Bitbucket is a web-based code-hosting and collaboration service, launched in 2008 and now owned by Atlassian. In its origins it was tied to one particular version-control system: Atlassian itself records that “When we launched, centralized version control was the norm and we only supported Mercurial repos,” and that “Mercurial will always have a special place in Bitbucket’s history.”
Atlassian acquired Bitbucket and later broadened its scope, adding support for git alongside Mercurial so that teams using either distributed system could host their code there. Today Atlassian describes the product simply as “a Git based code hosting and collaboration tool, built for teams,” offered in both cloud-hosted and self-managed forms with integrated continuous-integration and delivery pipelines.

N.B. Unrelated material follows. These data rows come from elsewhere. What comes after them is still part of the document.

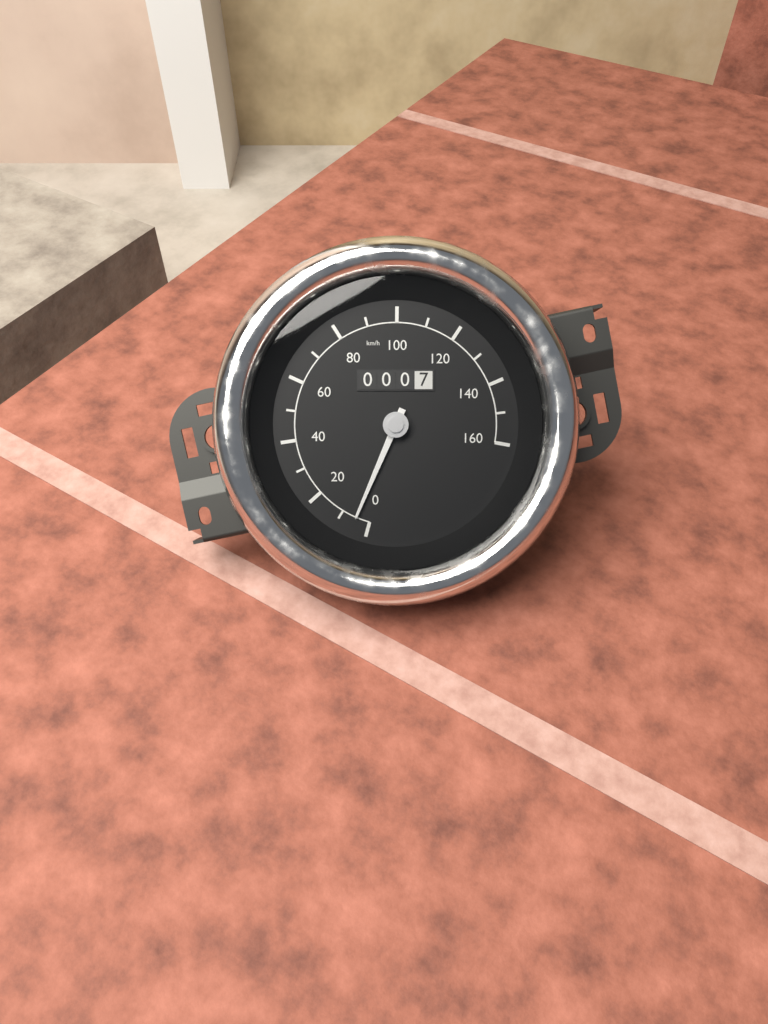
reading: 5 km/h
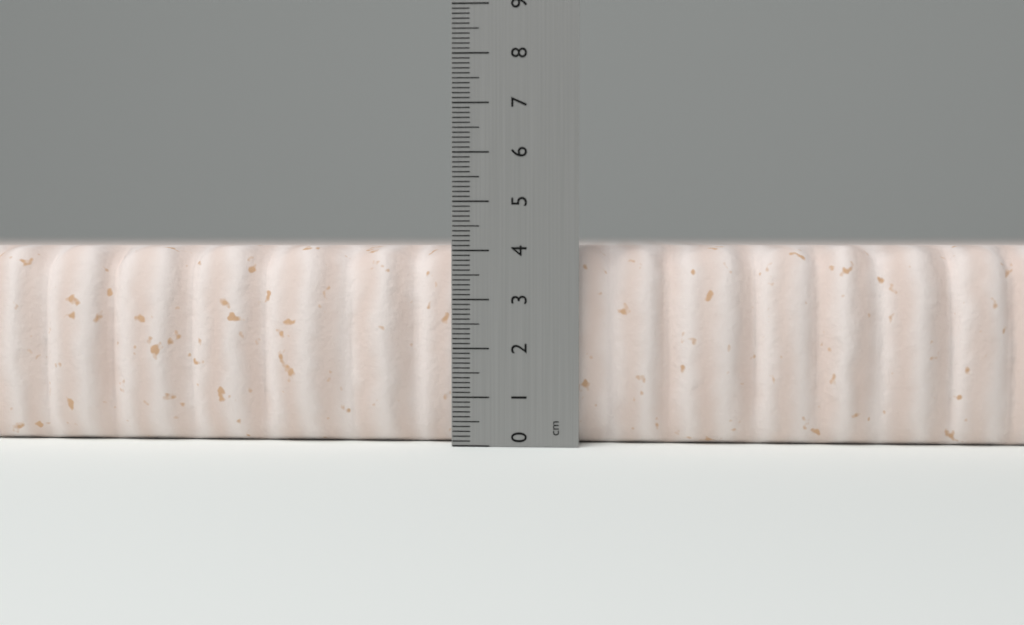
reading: 4.1 cm
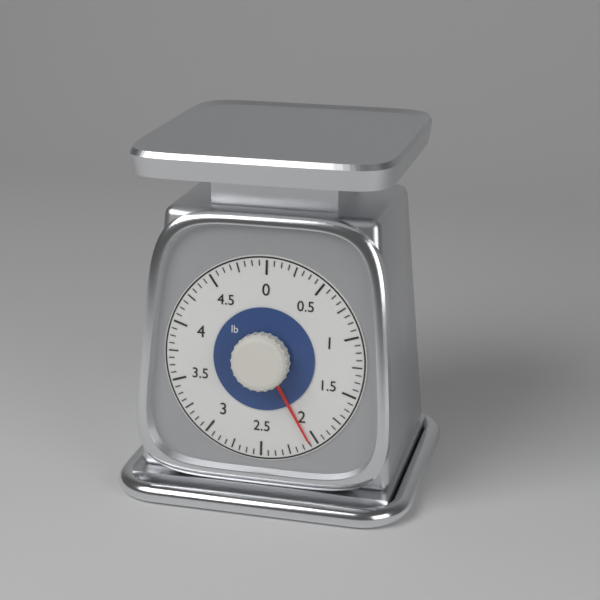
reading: 2.0625 lb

A defining feature of Bitbucket is its tight connection to the rest of Atlassian’s software suite, especially the Jira issue tracker. Atlassian markets Bitbucket’s “best-in-class Jira and Trello integrations,” which let developers see branches, build status, and commits against Jira issues and transition those issues automatically based on pull-request status. That integration is a large part of why teams already using Jira adopt Bitbucket rather than a standalone host.
Over time the market shifted decisively toward git. Atlassian noted that the share of new Bitbucket users choosing Mercurial fell below one percent, and the company eventually retired Mercurial support to focus on git. Bitbucket thus traces an arc from a Mercurial-first forge to a git-centric, Jira-integrated GitHub competitor.